In that place, that inferno where cars burned for days afterward, such was the heat generated by the destruction, I felt at once helpless and helpful. And within that strange space, I began to feel a little hopeful as well, strange as that word sounds today. I think we all felt something similar, which was that we wanted to find a way to express our gratitude for those who answered the call to protect this imperfect experiment we call democracy. There around me and around the country were examples of the best of what we can be, united against those who try to put the fear of death into our commitment to the experiment.
As I think back to that bizarre and terrible window 20 years ago and hear the words of Cunningham and see him nod to us, thank us with a short smile for whatever it was we were doing and head home, I’d give anything to get back to hopeful.
The acts of terror were seen as acts of war, and the United States went to war for 20 years to root out the sources of the terror.

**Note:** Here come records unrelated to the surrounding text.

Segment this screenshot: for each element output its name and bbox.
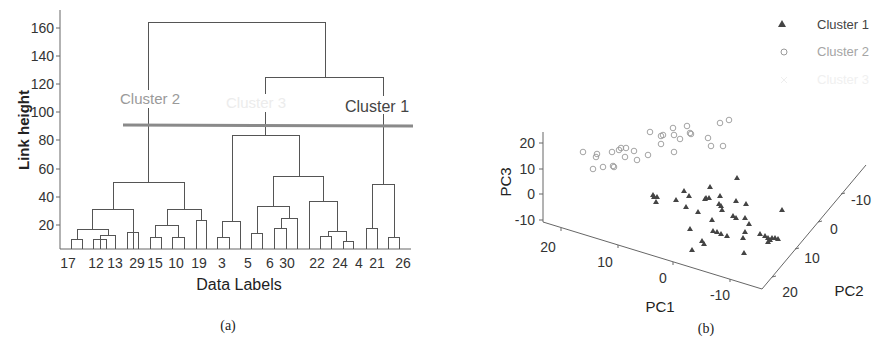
data-point [670, 125, 676, 131]
leaf-label: 6 [266, 255, 274, 271]
y-ticks: 160 140 120 100 80 60 40 20 [31, 20, 60, 233]
scatter-points [580, 117, 785, 255]
leaf-label: 15 [147, 255, 163, 271]
pc2-tick-label: 10 [804, 250, 820, 266]
y-tick-label: 80 [38, 132, 54, 148]
leaf-label: 19 [191, 255, 207, 271]
data-point [684, 123, 690, 129]
data-point [733, 198, 739, 203]
data-point [622, 154, 628, 160]
pc3-tick-label: -10 [515, 212, 535, 228]
y-tick-label: 140 [31, 48, 55, 64]
data-point [709, 217, 715, 222]
pc1-axis-title: PC1 [645, 298, 674, 315]
pc3-tick-label: 10 [519, 161, 535, 177]
data-point [707, 184, 713, 189]
data-point [580, 149, 586, 155]
figure: 160 140 120 100 80 60 40 20 Link height [0, 0, 886, 357]
leaf-label: 3 [218, 255, 226, 271]
data-point [740, 235, 746, 240]
y-tick-label: 20 [38, 217, 54, 233]
data-point [671, 149, 677, 155]
panel-a-caption: (a) [220, 318, 236, 334]
data-point [695, 209, 701, 214]
leaf-label: 30 [279, 255, 295, 271]
cluster-1-label: Cluster 1 [345, 98, 409, 115]
leaf-label: 10 [168, 255, 184, 271]
data-point [717, 193, 723, 198]
pc2-tick-label: 20 [782, 284, 798, 300]
data-point [779, 207, 785, 212]
legend-item-cluster-1: Cluster 1 [778, 17, 869, 32]
data-point [689, 247, 695, 252]
legend-label: Cluster 2 [817, 44, 869, 59]
cluster-3-label: Cluster 3 [226, 94, 286, 111]
y-tick-label: 160 [31, 20, 55, 36]
data-point [708, 143, 714, 149]
data-point [660, 132, 666, 138]
pc1-axis [543, 222, 762, 289]
y-tick-label: 120 [31, 76, 55, 92]
legend-label: Cluster 1 [817, 17, 869, 32]
legend: Cluster 1 Cluster 2 Cluster 3 [778, 17, 869, 87]
y-axis-title: Link height [15, 90, 32, 170]
legend-label: Cluster 3 [817, 72, 869, 87]
data-point [724, 233, 730, 238]
pc2-axis [762, 165, 866, 289]
data-point [658, 141, 664, 147]
dendrogram-links [71, 22, 399, 249]
leaf-label: 13 [107, 255, 123, 271]
pc3-axis-title: PC3 [497, 167, 514, 196]
leaf-label: 22 [309, 255, 325, 271]
circle-marker-icon [781, 49, 787, 55]
data-point [705, 135, 711, 141]
data-point [686, 193, 692, 198]
y-tick-label: 40 [38, 189, 54, 205]
data-point [683, 204, 689, 209]
leaf-labels: 17 12 13 29 15 10 19 3 5 6 30 22 24 4 21… [60, 255, 411, 271]
data-point [720, 143, 726, 149]
leaf-label: 17 [60, 255, 76, 271]
pc1-tick-label: 10 [597, 254, 613, 270]
pc1-tick-label: 20 [540, 239, 556, 255]
pc1-tick-label: 0 [659, 270, 667, 286]
pc3-tick-label: 0 [527, 186, 535, 202]
data-point [634, 157, 640, 163]
data-point [726, 117, 732, 123]
pc3-tick-label: 20 [519, 135, 535, 151]
data-point [742, 229, 748, 234]
x-axis-title: Data Labels [196, 276, 281, 293]
panel-b-caption: (b) [698, 321, 715, 337]
leaf-label: 29 [129, 255, 145, 271]
data-point [677, 136, 683, 142]
data-point [734, 175, 740, 180]
pc2-tick-label: -10 [851, 192, 871, 208]
data-point [757, 231, 763, 236]
leaf-label: 24 [332, 255, 348, 271]
data-point [590, 166, 596, 172]
data-point [681, 188, 687, 193]
data-point [671, 132, 677, 138]
data-point [743, 201, 749, 206]
data-point [717, 120, 723, 126]
x-marker-icon [781, 77, 787, 83]
dendrogram-panel: 160 140 120 100 80 60 40 20 Link height [15, 10, 414, 334]
data-point [609, 149, 615, 155]
leaf-label: 4 [355, 255, 363, 271]
scatter3d-panel: 20 10 0 -10 PC3 20 10 0 -10 PC1 20 10 0 … [497, 17, 871, 337]
legend-item-cluster-2: Cluster 2 [781, 44, 869, 59]
y-tick-label: 100 [31, 104, 55, 120]
y-tick-label: 60 [38, 161, 54, 177]
leaf-label: 12 [88, 255, 104, 271]
pc2-tick-label: 0 [830, 221, 838, 237]
data-point [741, 250, 747, 255]
data-point [653, 199, 659, 204]
data-point [742, 215, 748, 220]
data-point [673, 197, 679, 202]
data-point [600, 164, 606, 170]
triangle-marker-icon [778, 20, 786, 27]
leaf-label: 5 [244, 255, 252, 271]
data-point [631, 148, 637, 154]
data-point [746, 221, 752, 226]
pc1-tick-label: -10 [710, 287, 730, 303]
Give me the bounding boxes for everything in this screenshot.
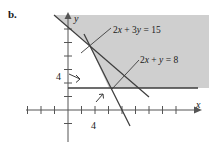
equation-label-2x-y-8: 2x + y = 8 [140,55,178,65]
x-axis-tick-label-4: 4 [91,120,96,131]
y-axis-label: y [74,13,78,24]
direction-arrow-lower [96,94,104,102]
graph-canvas [0,0,209,146]
y-axis-tick-label-4: 4 [56,71,61,82]
equation-label-2x-3y-15: 2x + 3y = 15 [113,25,161,35]
x-axis-label: x [196,99,200,110]
linear-programming-figure: b. [0,0,209,146]
direction-arrow-upper [69,74,80,83]
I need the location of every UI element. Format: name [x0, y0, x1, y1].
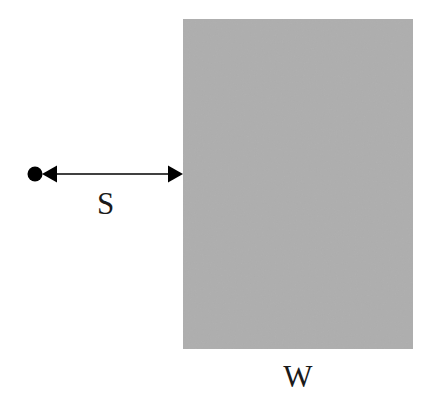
source-point-dot — [28, 167, 43, 182]
gray-region-texture — [183, 19, 413, 349]
arrowhead-right-icon — [168, 166, 183, 183]
arrowhead-left-icon — [42, 166, 57, 183]
width-label-w: W — [183, 361, 413, 392]
figure-canvas: S W — [0, 0, 421, 408]
distance-label-s: S — [0, 188, 211, 219]
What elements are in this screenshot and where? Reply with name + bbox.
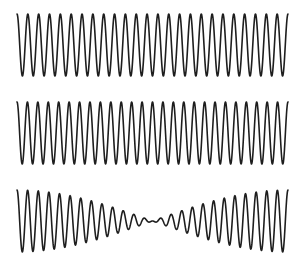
waveform-figure (0, 0, 303, 267)
beat-wave-bottom (17, 190, 288, 252)
sine-wave-top (17, 14, 288, 76)
sine-wave-middle (17, 102, 288, 164)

The world has changed a lot since then. Our country has changed. I have changed. And not necessarily, it sometimes feels, for the better. I look at our country now, at a place where we seem to find a way to be divided on every single issue we face: from whether or not to wear a mask or get vaccinated against COVID-19, to whether or not the election of our candidate or their candidate spells the end of a democratic society as we know it.
We used to be stronger than that—much stronger. Strong enough that, when the call came, we could put our differences aside and recognize a real threat to our way of life and respond by reaching down into ourselves to find humility and passion to stand united in something we believe in.
Are these outdated ideas or behaviors? Do they represent some sort of “false consciousness,” or do they still course through our blood? I want to believe.